There’s an enormous amount of skill, talent, and passion about vehicle lighting within and around the DVN community, and there’s an enormous amount of ignorance and misinformation about vehicle lighting among the driving and lawmaking public. We love to devise excellent new lights and find ways of getting them onto vehicles, and we’re good at it. But technical hurdles aren’t the only challenges for us to vanquish; there are also legal, regulatory, and public-understanding obstacles. That’s probably more or less true everywhere, but it’s worse in some places than in others. In Germany, well-known companies and driver-advocacy outfits sponsor car light safety months; service vans roam the streets and parkades adjusting and repairing vehicle lights while driver- and car-orientated magazines run feature-length articles about lighting. None of that happens to any meaningful degree in America.
Consider a letter we recently received at the DVN editorial offices. Edited for clarity (and, er, manners) it reads:
“I recently read an article in the New York Times about ADB headlamps. Your [DVN] editor was quoted. I’ve viewed a few of the ADB simulation videos. Nothing there to convince me it actually works as advertised. I have no faith that this technology is going to protect my eyeballs from getting blasted. When I have a vehicle behind me blasting my eyes, I adjust my mirrors to shoot the light directly back into the driver’s eyes. I’ll need to use that technique with ADBs following me. What happens to the sensors, cameras, etc that control the ADB’s when they have their own very bright light reflected back to them?
“Whenever ADB technology becomes approved by the NHTSA, I’ll believe it works when I see it. I drive a 2004 Toyota Corolla with standard halogen headlamps. I can see ahead just fine at night, unless I’m blinded by super-halogens or LEDs or some bonehead with the high beams on. ADB is a money-making compensation for morons behind the wheel. No one would develop this if there wasn’t money to be made.”
The letter writer displays profound ignorance, comparable to that of the drive-in movie theatre owner who got his fellows to raise hell about ADB. We mustn’t just dismiss him and his ilk as dumb cranks, though, for these are the people who need ADB’s safety benefits. These are the people who will eventually be making decisions of whether to buy ADB. And some of these people are the ones who will be writing the state vehicle codes that will have a lot of say in whether and how ADB can actually be used on the roads.
There are occasional glimmers, but for the most part Americans don’t know or care much about car lights—whether they’re using them at night or writing the laws that govern their use. That’s been a problem for a long time, and it’s going to be a much bigger problem once ADB will be authorised federally. We need to get to work right away to address this appropriately, or we’ll have an awful mess on our hands.
This week we take a look at how comparable issues were addressed the last time a technology revolution stood ready to sweep aside the severe inadequacies in the existing headlamps. There’s a reading assignment involved—please take the time to do it. It’s not just a fascinating glimpse of technological history, it’s also a pretty good road map for what we need to do in the here and now.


### What is required
Look through the entries that follow and return each line that has the string "Dashboard".

=====

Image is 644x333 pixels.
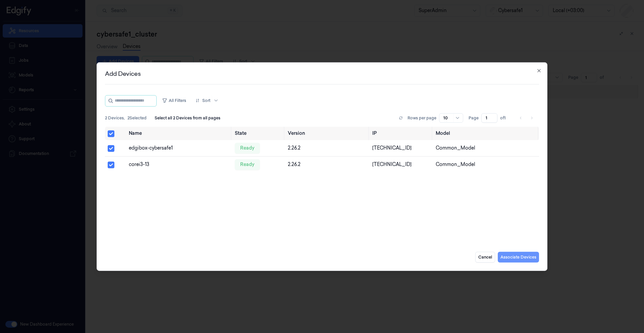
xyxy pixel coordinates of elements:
div: 2.26.2 [288,161,367,168]
button: Select row [108,145,114,152]
button: All Filters [159,95,189,105]
div: 2.26.2 [288,145,367,152]
th: State [232,126,285,140]
div: Common_Model [436,161,536,168]
div: edgibox-cybersafe1 [129,145,229,152]
span: of 1 [500,115,511,121]
button: Select all [108,130,114,137]
nav: pagination [516,113,536,122]
button: Select row [108,162,114,168]
div: ready [235,159,260,170]
div: ready [235,142,260,154]
th: Version [285,126,370,140]
span: Page [469,115,478,121]
button: Cancel [475,252,495,263]
p: Rows per page [408,115,437,121]
h2: Add Devices [105,71,539,76]
span: 2 Selected [128,115,146,121]
th: Model [433,126,539,140]
th: IP [370,126,433,140]
div: [TECHNICAL_ID] [372,161,430,168]
span: 2 Devices , [105,115,125,121]
button: Associate Devices [498,252,539,263]
button: Select all 2 Devices from all pages [150,112,226,124]
div: Common_Model [436,145,536,152]
div: corei3-13 [129,161,229,168]
th: Name [126,126,232,140]
div: [TECHNICAL_ID] [372,145,430,152]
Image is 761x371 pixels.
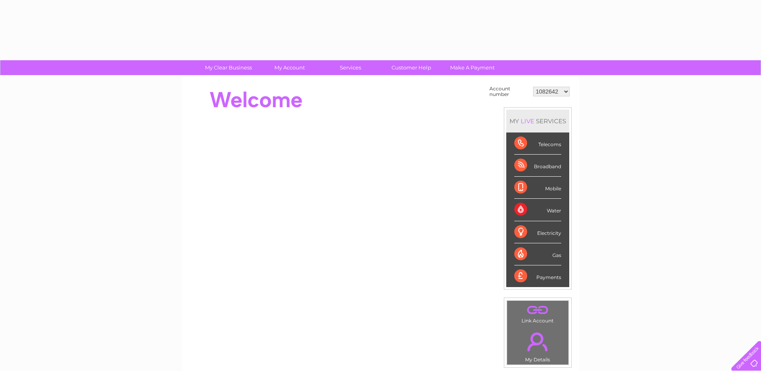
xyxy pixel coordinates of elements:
div: Gas [514,243,561,265]
a: My Account [256,60,323,75]
a: Make A Payment [439,60,506,75]
div: Broadband [514,154,561,177]
div: Telecoms [514,132,561,154]
a: Services [317,60,384,75]
td: Account number [488,84,531,99]
a: Customer Help [378,60,445,75]
td: My Details [507,325,569,365]
div: MY SERVICES [506,110,569,132]
td: Link Account [507,300,569,325]
a: . [509,303,567,317]
div: Payments [514,265,561,287]
div: Water [514,199,561,221]
a: My Clear Business [195,60,262,75]
div: Mobile [514,177,561,199]
div: LIVE [519,117,536,125]
div: Electricity [514,221,561,243]
a: . [509,327,567,356]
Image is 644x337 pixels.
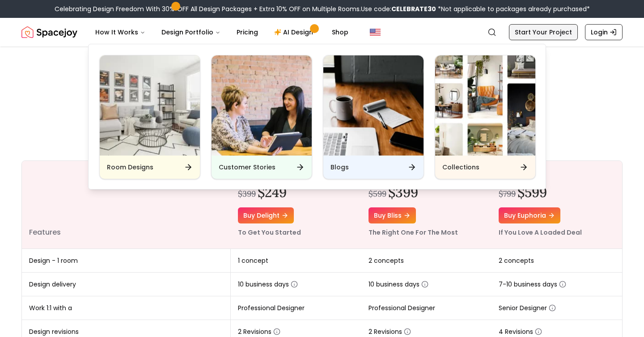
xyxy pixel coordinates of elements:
th: Features [22,161,231,249]
td: Work 1:1 with a [22,296,231,320]
h2: $599 [517,184,547,200]
span: 10 business days [369,280,428,289]
b: CELEBRATE30 [391,4,436,13]
p: euphoria [498,172,615,182]
a: Pricing [229,23,265,41]
h2: $399 [388,184,418,200]
span: 1 concept [238,256,268,265]
span: Professional Designer [369,304,435,313]
small: To Get You Started [238,228,301,237]
td: Design delivery [22,273,231,296]
button: Design Portfolio [155,23,228,41]
a: Buy bliss [369,207,416,224]
div: $399 [238,188,256,200]
div: $599 [369,188,387,200]
span: 10 business days [238,280,298,289]
h2: $249 [257,184,286,200]
a: AI Design [267,23,323,41]
a: Login [585,24,622,40]
a: Buy euphoria [498,207,560,224]
span: Professional Designer [238,304,304,313]
img: United States [370,27,381,37]
a: Spacejoy [22,23,78,41]
span: 2 concepts [498,256,534,265]
nav: Global [22,18,622,46]
td: Design - 1 room [22,249,231,273]
a: Start Your Project [509,24,578,40]
a: Shop [325,23,355,41]
span: 2 Revisions [369,328,411,336]
span: 7-10 business days [498,280,566,289]
span: 2 concepts [369,256,404,265]
small: The Right One For The Most [369,228,458,237]
small: If You Love A Loaded Deal [498,228,582,237]
span: Use code: [361,4,436,13]
img: Spacejoy Logo [22,23,78,41]
div: Celebrating Design Freedom With 30% OFF All Design Packages + Extra 10% OFF on Multiple Rooms. [54,4,590,13]
a: Buy delight [238,207,294,224]
button: How It Works [88,23,152,41]
nav: Main [88,23,355,41]
span: *Not applicable to packages already purchased* [436,4,590,13]
span: 4 Revisions [498,328,542,336]
div: $799 [498,188,516,200]
span: Senior Designer [498,304,556,313]
span: 2 Revisions [238,328,281,336]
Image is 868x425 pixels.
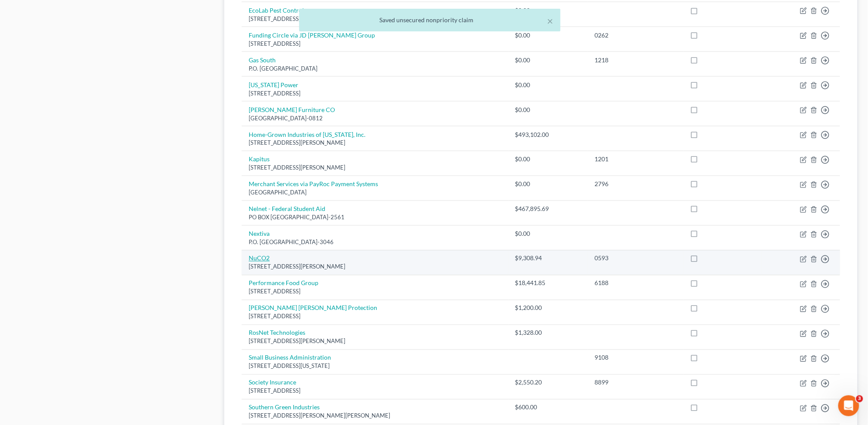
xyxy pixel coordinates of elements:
div: [STREET_ADDRESS][PERSON_NAME] [249,139,500,148]
div: $493,102.00 [515,130,581,139]
a: Home-Grown Industries of [US_STATE], Inc. [249,130,365,138]
a: Nextiva [249,230,270,238]
div: $18,441.85 [515,279,581,288]
a: Southern Green Industries [249,404,320,411]
a: Funding Circle via JD [PERSON_NAME] Group [249,31,375,39]
a: RosNet Technologies [249,329,305,337]
div: 1201 [594,155,676,164]
div: [STREET_ADDRESS] [249,288,500,296]
div: 8899 [594,379,676,387]
a: Small Business Administration [249,354,331,361]
div: 0593 [594,254,676,263]
span: 3 [856,395,863,403]
button: × [547,16,553,26]
div: $1,200.00 [515,304,581,313]
div: $0.00 [515,56,581,64]
div: PO BOX [GEOGRAPHIC_DATA]-2561 [249,214,500,222]
div: $1,328.00 [515,328,581,338]
div: $467,895.69 [515,205,581,214]
a: Kapitus [249,156,270,163]
a: Merchant Services via PayRoc Payment Systems [249,181,378,188]
div: [STREET_ADDRESS] [249,40,500,48]
div: [STREET_ADDRESS] [249,89,500,97]
div: $600.00 [515,404,581,412]
div: $0.00 [515,155,581,164]
div: 9108 [594,353,676,362]
div: $2,550.20 [515,379,581,387]
div: [STREET_ADDRESS][PERSON_NAME] [249,338,500,346]
div: P.O. [GEOGRAPHIC_DATA]-3046 [249,238,500,247]
a: [PERSON_NAME] [PERSON_NAME] Protection [249,305,377,312]
div: [STREET_ADDRESS][PERSON_NAME] [249,263,500,272]
div: P.O. [GEOGRAPHIC_DATA] [249,64,500,73]
div: [STREET_ADDRESS] [249,387,500,395]
div: Saved unsecured nonpriority claim [306,16,553,25]
a: Nelnet - Federal Student Aid [249,205,326,213]
iframe: Intercom live chat [838,395,859,416]
div: [GEOGRAPHIC_DATA] [249,189,500,197]
a: [US_STATE] Power [249,81,298,88]
div: 2796 [594,180,676,189]
a: Society Insurance [249,379,296,386]
div: [STREET_ADDRESS] [249,313,500,321]
div: [STREET_ADDRESS][US_STATE] [249,362,500,371]
div: $0.00 [515,106,581,114]
div: $0.00 [515,180,581,189]
div: $0.00 [515,229,581,238]
div: 1218 [594,56,676,64]
div: [GEOGRAPHIC_DATA]-0812 [249,114,500,122]
div: 6188 [594,279,676,288]
a: [PERSON_NAME] Furniture CO [249,106,335,113]
a: Performance Food Group [249,280,318,287]
a: EcoLab Pest Control [249,7,304,14]
a: NuCO2 [249,254,270,262]
div: [STREET_ADDRESS][PERSON_NAME][PERSON_NAME] [249,412,500,420]
div: $0.00 [515,6,581,15]
a: Gas South [249,56,275,64]
div: $0.00 [515,81,581,89]
div: $9,308.94 [515,254,581,263]
div: [STREET_ADDRESS][PERSON_NAME] [249,164,500,172]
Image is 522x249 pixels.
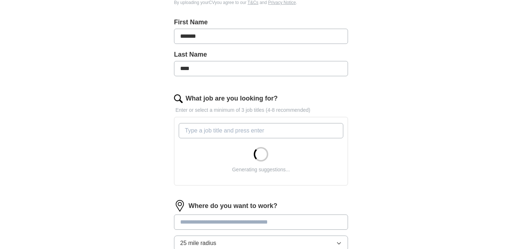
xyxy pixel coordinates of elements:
span: 25 mile radius [180,239,216,247]
img: location.png [174,200,186,211]
label: What job are you looking for? [186,94,278,103]
input: Type a job title and press enter [179,123,343,138]
label: Where do you want to work? [189,201,277,211]
p: Enter or select a minimum of 3 job titles (4-8 recommended) [174,106,348,114]
label: Last Name [174,50,348,59]
div: Generating suggestions... [232,166,290,173]
label: First Name [174,17,348,27]
img: search.png [174,94,183,103]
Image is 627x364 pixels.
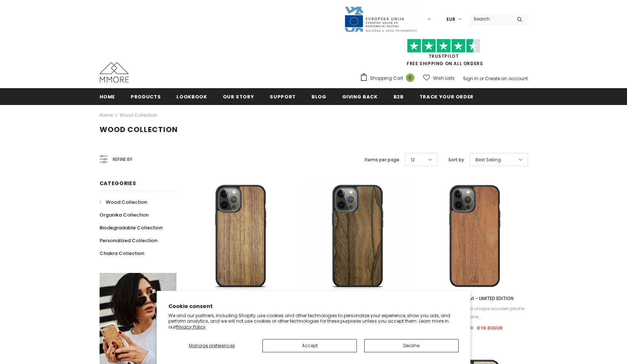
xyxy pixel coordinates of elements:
span: FREE SHIPPING ON ALL ORDERS [360,42,528,67]
span: Blog [311,93,326,101]
span: Products [130,93,160,101]
a: Our Story [223,88,254,104]
a: Blog [311,88,326,104]
a: B2B [393,88,403,104]
p: We and our partners, including Shopify, use cookies and other technologies to personalize your ex... [169,313,458,330]
h2: Cookie consent [169,303,458,310]
a: Track your order [419,88,473,104]
span: €19.80EUR [477,325,503,331]
a: Wood Collection [100,195,147,209]
span: Wish Lists [433,74,455,82]
a: Organika Collection [100,209,149,222]
a: Biodegradable Collection [100,222,162,234]
span: B2B [393,93,403,101]
a: Chakra Collection [100,247,144,260]
span: Personalized Collection [100,237,157,244]
a: Sign In [463,75,479,82]
img: Javni Razpis [344,6,417,33]
span: Biodegradable Collection [100,224,162,231]
span: Home [100,93,116,101]
a: Javni Razpis [344,16,417,22]
span: 12 [411,156,415,164]
a: Trustpilot [429,53,459,60]
span: Organika Collection [100,211,149,219]
img: Trust Pilot Stars [407,39,481,53]
span: or [480,75,484,82]
span: €26.90EUR [446,325,473,331]
a: Giving back [342,88,377,104]
button: Accept [263,339,357,352]
a: Wood Collection [119,112,157,118]
span: Lookbook [176,93,207,101]
span: Refine by [113,155,132,164]
label: Items per page [364,156,400,164]
a: European Walnut - LIMITED EDITION [421,294,527,303]
a: Lookbook [176,88,207,104]
span: Categories [100,180,136,187]
span: Wood Collection [106,198,147,206]
span: Track your order [419,93,473,101]
a: Home [100,111,113,119]
a: Shopping Cart 0 [360,73,418,84]
button: Decline [364,339,458,352]
span: European Walnut - LIMITED EDITION [436,295,513,302]
input: Search Site [470,14,511,24]
a: Home [100,88,116,104]
span: EUR [446,16,456,23]
span: 0 [406,74,415,82]
a: Create an account [485,75,528,82]
span: Our Story [223,93,254,101]
button: Manage preferences [169,339,255,352]
span: Giving back [342,93,377,101]
span: support [270,93,295,101]
a: Privacy Policy [176,324,206,330]
a: Personalized Collection [100,234,157,247]
a: Products [130,88,160,104]
span: Manage preferences [189,343,235,348]
img: MMORE Cases [100,62,129,83]
a: Wish Lists [423,72,455,85]
div: If you want a fine and unique wooden phone case,... [421,304,527,321]
span: Chakra Collection [100,249,144,257]
label: Sort by [448,156,464,164]
a: support [270,88,295,104]
span: Shopping Cart [370,74,403,82]
span: Best Selling [475,156,501,164]
span: Wood Collection [100,125,178,135]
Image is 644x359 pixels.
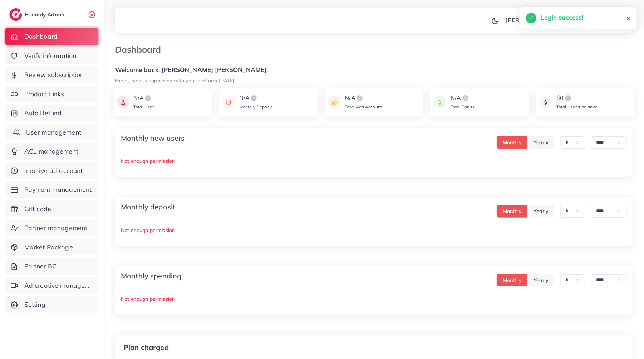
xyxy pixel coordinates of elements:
h4: Monthly deposit [121,202,175,211]
img: logo [10,8,22,21]
span: Total Bonus [451,104,475,110]
span: Partner BC [24,262,57,271]
a: Auto Refund [5,105,98,121]
a: Partner BC [5,258,98,274]
button: Monthly [497,274,528,286]
img: logo [144,94,152,102]
button: Monthly [497,205,528,218]
div: N/A [345,94,382,102]
span: Review subscription [24,70,84,80]
span: Payment management [24,185,92,195]
span: Product Links [24,89,64,99]
span: Total User [133,104,154,110]
a: Payment management [5,182,98,198]
span: Partner management [24,223,87,233]
span: Ad creative management [24,281,93,291]
span: Dashboard [24,32,58,41]
a: Setting [5,296,98,313]
a: logoEcomdy Admin [10,8,66,21]
img: logo [564,94,573,102]
a: Ad creative management [5,277,98,294]
a: Product Links [5,86,98,102]
button: Yearly [527,274,555,286]
img: icon payment [222,94,235,111]
button: Monthly [497,136,528,149]
a: Gift code [5,201,98,217]
img: logo [356,94,364,102]
img: logo [461,94,470,102]
a: Verify information [5,48,98,64]
a: Partner management [5,220,98,236]
p: Not enough permission [121,157,627,166]
span: Auto Refund [24,108,62,118]
span: Market Package [24,243,73,252]
p: Not enough permission [121,295,627,304]
p: Not enough permission [121,226,627,235]
img: icon payment [434,94,447,111]
p: Plan charged [124,344,369,352]
h5: Welcome back, [PERSON_NAME] [PERSON_NAME]! [115,66,633,74]
span: Setting [24,300,45,310]
button: Yearly [527,205,555,218]
img: logo [250,94,258,102]
small: Here's what's happening with your platform [DATE]. [115,77,235,83]
span: Gift code [24,204,51,214]
div: N/A [451,94,475,102]
span: User management [26,128,81,137]
span: ACL management [24,147,78,156]
div: N/A [239,94,272,102]
span: Verify information [24,51,77,61]
h4: Monthly new users [121,134,185,142]
h4: Monthly spending [121,272,182,280]
img: icon payment [540,94,552,111]
h3: Dashboard [115,45,167,55]
div: N/A [133,94,154,102]
button: Yearly [527,136,555,149]
span: Monthly Deposit [239,104,272,110]
a: [PERSON_NAME] [PERSON_NAME]avatar [502,13,627,27]
a: ACL management [5,143,98,160]
a: Review subscription [5,67,98,83]
h5: Login success! [541,13,584,22]
a: User management [5,124,98,141]
a: Inactive ad account [5,163,98,179]
img: icon payment [328,94,341,111]
h2: Ecomdy Admin [25,11,66,18]
p: [PERSON_NAME] [PERSON_NAME] [506,15,605,24]
span: Inactive ad account [24,166,83,176]
a: Dashboard [5,29,98,45]
span: Total User’s balance [557,104,598,110]
img: icon payment [117,94,129,111]
a: Market Package [5,239,98,256]
div: $0 [557,94,598,102]
span: Total Ads Account [345,104,382,110]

=====

### Response to the exercise
span: Dashboard [24,32,58,41]
h3: Dashboard [115,45,167,55]
a: Dashboard [5,29,98,45]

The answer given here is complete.